What Your Blood Tells Us: The Science Behind HD Biomarkers

Tuesday, March 24, 2026

Lauren Byrne, PhD
University College London

Zanna Voysey, MA, MRCP
University of Cambridge

Followed by Q&A

About the Speakers

Lauren Byrne, PhD

Principal Research Fellow, Neurodegenerative Diseases
University College London

Dr. Byrne is a Medical Research Council-funded principal investigator whose work focuses on developing sensitive and accessible biofluid biomarkers for Huntington’s disease (HD). During her PhD at UCL, she led the HD‑CSF biofluid collection and published influential research on neurofilament light (NfL) in blood, including a landmark 2017 study that helped establish NfL as a leading biomarker in HD. In 2022, she received a 5‑year MRC Career Development Award to establish her own lab, where she is expanding biomarker research and pioneering new approaches such as remote sample collection and big‑data harmonization, with particular focus on Juvenile‑onset HD.

Alongside her research, Dr. Byrne is an active HD advocate and family member. She serves on the boards of two HD charities and leads JOIN‑HD—the first global registry for Juvenile‑onset HD—to ensure that young people and families are represented and supported in research.

Zanna Voysey, MA, MRCP

Clinical Research Associate, Barker Group, Brain Repair Centre, University of Cambridge
Honorary Neurology Registrar, Cambridge University Hospitals
Neurology Specialty Doctor, East Suffolk/North Essex Foundation Trust

Dr. Voysey is an academic neurologist based at Cambridge University, UK. Her research focuses on exploring the vicious cycle between sleep dysfunction and neurodegeneration, particularly through translational studies incorporating fluid biomarkers in Huntington’s disease.  She is now Chief Investigator of the DORA-HD Phase II clinical trial, which is due to start in late 2026 and will explore whether treating sleep problems in HD gene carriers can improve clinical outcomes and slow disease progression.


__EXERCISE__
Please transcribe the data below in full. Omit any picture you find in it.
[Opening THE RECORDS section]
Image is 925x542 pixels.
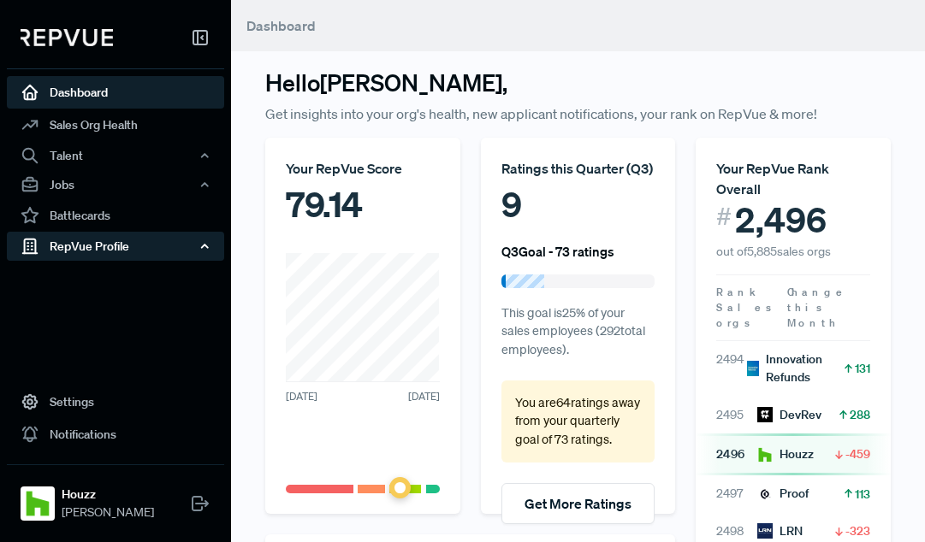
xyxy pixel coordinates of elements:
[7,465,224,529] a: HouzzHouzz[PERSON_NAME]
[787,285,847,330] span: Change this Month
[21,29,113,46] img: RepVue
[246,17,316,34] span: Dashboard
[716,160,829,198] span: Your RepVue Rank Overall
[747,361,758,376] img: Innovation Refunds
[757,446,814,464] div: Houzz
[7,109,224,141] a: Sales Org Health
[408,389,440,405] span: [DATE]
[62,504,154,522] span: [PERSON_NAME]
[716,351,747,387] span: 2494
[757,406,821,424] div: DevRev
[855,486,870,503] span: 113
[716,300,774,330] span: Sales orgs
[850,406,870,424] span: 288
[286,179,440,230] div: 79.14
[7,232,224,261] button: RepVue Profile
[716,199,732,234] span: #
[62,486,154,504] strong: Houzz
[716,285,757,300] span: Rank
[855,360,870,377] span: 131
[716,523,757,541] span: 2498
[845,523,870,540] span: -323
[286,158,440,179] div: Your RepVue Score
[501,179,655,230] div: 9
[501,244,614,259] h6: Q3 Goal - 73 ratings
[757,485,809,503] div: Proof
[757,447,773,463] img: Houzz
[24,490,51,518] img: Houzz
[747,351,842,387] div: Innovation Refunds
[845,446,870,463] span: -459
[7,170,224,199] button: Jobs
[716,485,757,503] span: 2497
[716,446,757,464] span: 2496
[735,199,827,240] span: 2,496
[501,305,655,360] p: This goal is 25 % of your sales employees ( 292 total employees).
[757,523,803,541] div: LRN
[7,386,224,418] a: Settings
[7,76,224,109] a: Dashboard
[286,389,317,405] span: [DATE]
[716,244,831,259] span: out of 5,885 sales orgs
[757,524,773,539] img: LRN
[265,104,891,124] p: Get insights into your org's health, new applicant notifications, your rank on RepVue & more!
[501,483,655,524] button: Get More Ratings
[7,199,224,232] a: Battlecards
[7,141,224,170] button: Talent
[515,394,642,450] p: You are 64 ratings away from your quarterly goal of 73 ratings .
[7,418,224,451] a: Notifications
[501,158,655,179] div: Ratings this Quarter ( Q3 )
[716,406,757,424] span: 2495
[265,68,891,97] h3: Hello [PERSON_NAME] ,
[757,487,773,502] img: Proof
[757,407,773,423] img: DevRev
[Closing THE RECORDS section]
__EXPECTED OUTPUT__
Image is 925x542 pixels.
xyxy pixel coordinates of elements:
[7,465,224,529] a: HouzzHouzz[PERSON_NAME]
[787,285,847,330] span: Change this Month
[21,29,113,46] img: RepVue
[246,17,316,34] span: Dashboard
[716,160,829,198] span: Your RepVue Rank Overall
[747,361,758,376] img: Innovation Refunds
[757,446,814,464] div: Houzz
[7,109,224,141] a: Sales Org Health
[408,389,440,405] span: [DATE]
[62,504,154,522] span: [PERSON_NAME]
[716,351,747,387] span: 2494
[757,406,821,424] div: DevRev
[855,486,870,503] span: 113
[716,300,774,330] span: Sales orgs
[850,406,870,424] span: 288
[286,179,440,230] div: 79.14
[7,232,224,261] button: RepVue Profile
[716,199,732,234] span: #
[62,486,154,504] strong: Houzz
[716,285,757,300] span: Rank
[855,360,870,377] span: 131
[716,523,757,541] span: 2498
[845,523,870,540] span: -323
[286,158,440,179] div: Your RepVue Score
[501,179,655,230] div: 9
[501,244,614,259] h6: Q3 Goal - 73 ratings
[757,485,809,503] div: Proof
[757,447,773,463] img: Houzz
[24,490,51,518] img: Houzz
[747,351,842,387] div: Innovation Refunds
[845,446,870,463] span: -459
[7,170,224,199] button: Jobs
[716,485,757,503] span: 2497
[716,446,757,464] span: 2496
[735,199,827,240] span: 2,496
[501,305,655,360] p: This goal is 25 % of your sales employees ( 292 total employees).
[757,523,803,541] div: LRN
[7,386,224,418] a: Settings
[7,76,224,109] a: Dashboard
[286,389,317,405] span: [DATE]
[716,244,831,259] span: out of 5,885 sales orgs
[757,524,773,539] img: LRN
[265,104,891,124] p: Get insights into your org's health, new applicant notifications, your rank on RepVue & more!
[501,483,655,524] button: Get More Ratings
[7,199,224,232] a: Battlecards
[7,141,224,170] button: Talent
[515,394,642,450] p: You are 64 ratings away from your quarterly goal of 73 ratings .
[7,418,224,451] a: Notifications
[501,158,655,179] div: Ratings this Quarter ( Q3 )
[716,406,757,424] span: 2495
[265,68,891,97] h3: Hello [PERSON_NAME] ,
[757,487,773,502] img: Proof
[757,407,773,423] img: DevRev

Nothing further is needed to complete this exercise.